Paneth considers stay-at-home orders “probably unsustainable, as we’ve seen.”

“Maybe you can do it for a brief period of time,” he continued. “But it breaks down, whether you have government mandates or not.”

He said there are ways to do it, and the principles are very straightforward, and they’re very similar to the principles stated in the letter, “masking, distancing, handwashing, and testing.”

According to Paneth, with a combination of those measures, we can make most areas safe, if they’re enforced. However, he urged that with strict guidelines, the important thing is “enforcement in such a way that people feel comfortable.”

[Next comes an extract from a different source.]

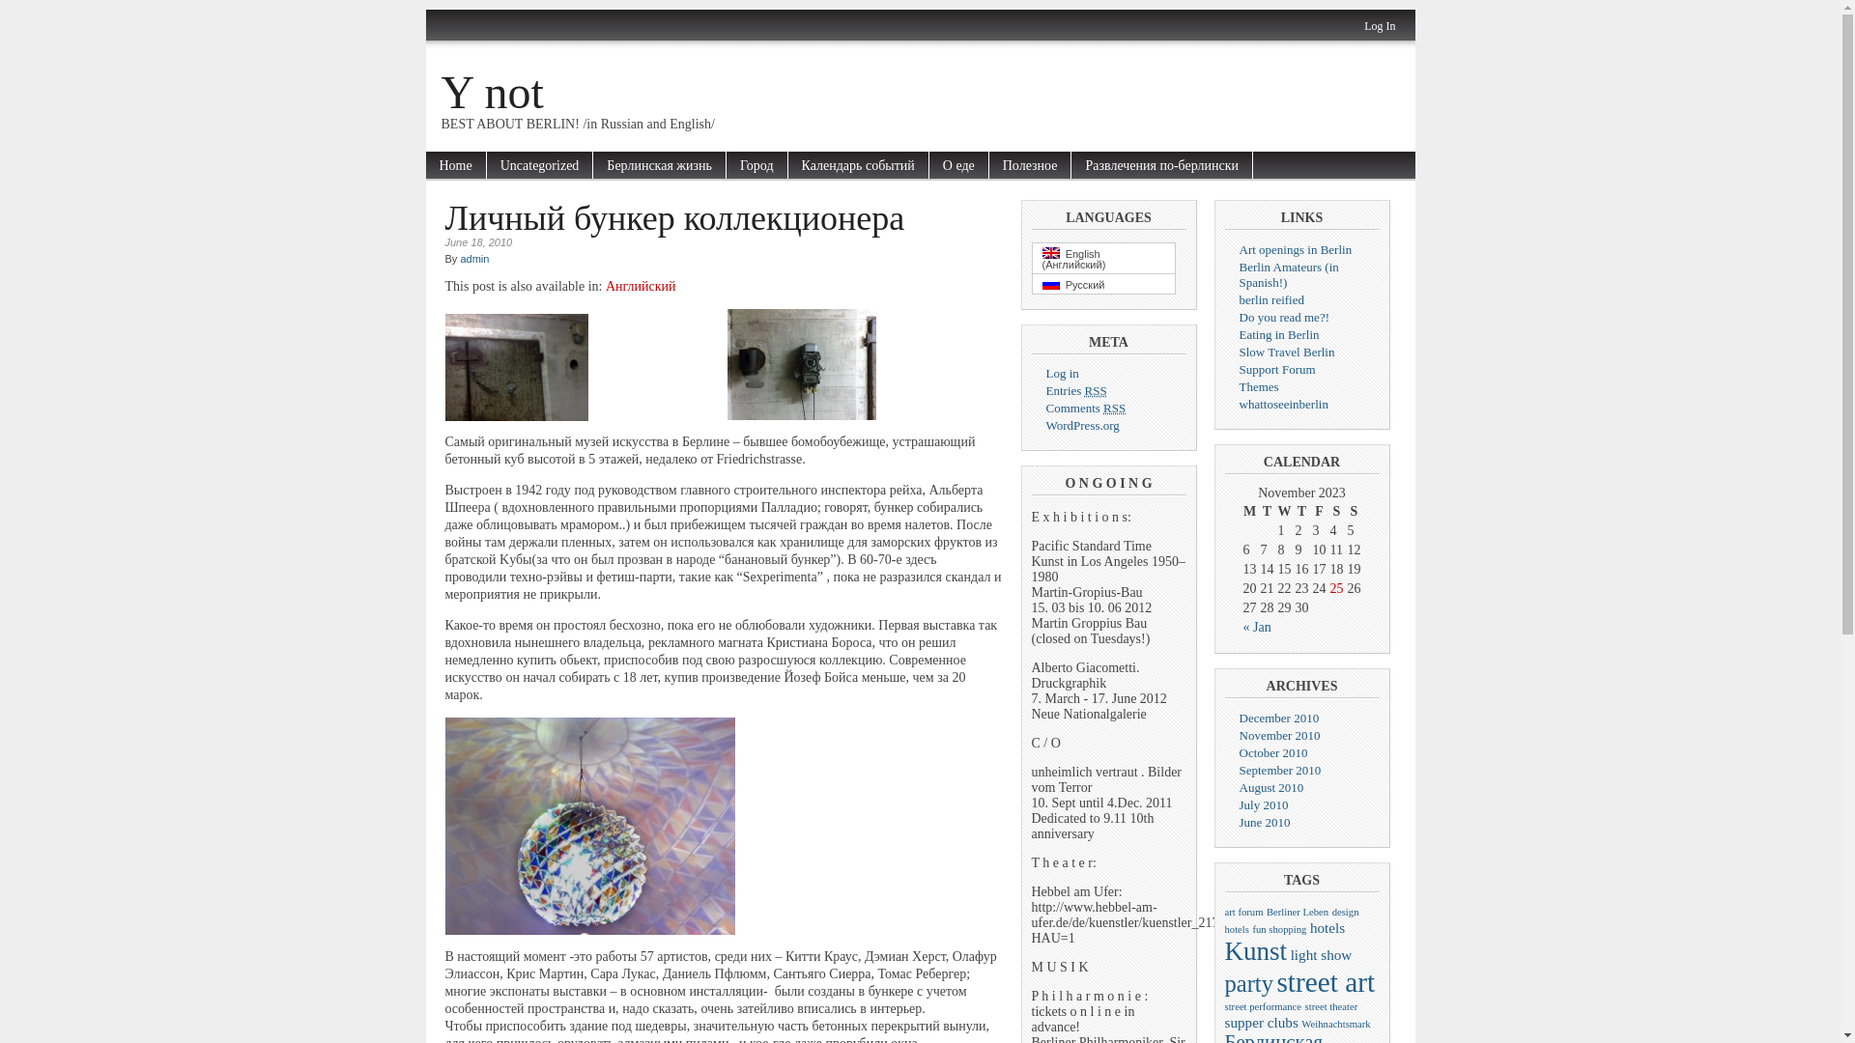 This screenshot has height=1043, width=1855. Describe the element at coordinates (1327, 927) in the screenshot. I see `hotels` at that location.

A COVID-19 vaccine may not be a silver bullet

Paneth said if a vaccine is developed, it cannot stop the outbreak on its own. Even if it is highly effective, it won’t work if people don’t get vaccinated.

He explained that in the U.S. “there’s quite a bit of vaccine hesitancy or resistance,” and insufficient numbers of people receiving it would prevent creating herd immunity.

In addition to a vaccine, finding effective treatments for COVID-19 will help lessen the damage from the outbreak.

“Some of us are working on passive immunity, that is to say convalescent plasma, hyperimmune globulin, which are being developed, that can hold us short-term until a vaccine is produced,” he concluded.

The bottom line

Almost 150 medical experts and other professionals endorse an open letter calling for a renewed shutdown to control COVID-19.

The letter specifies that we reopened too quickly and details actions we should take to reduce disease spread.

Experts say that we must listen to public health officials to decrease both cases and infection levels of COVID-19.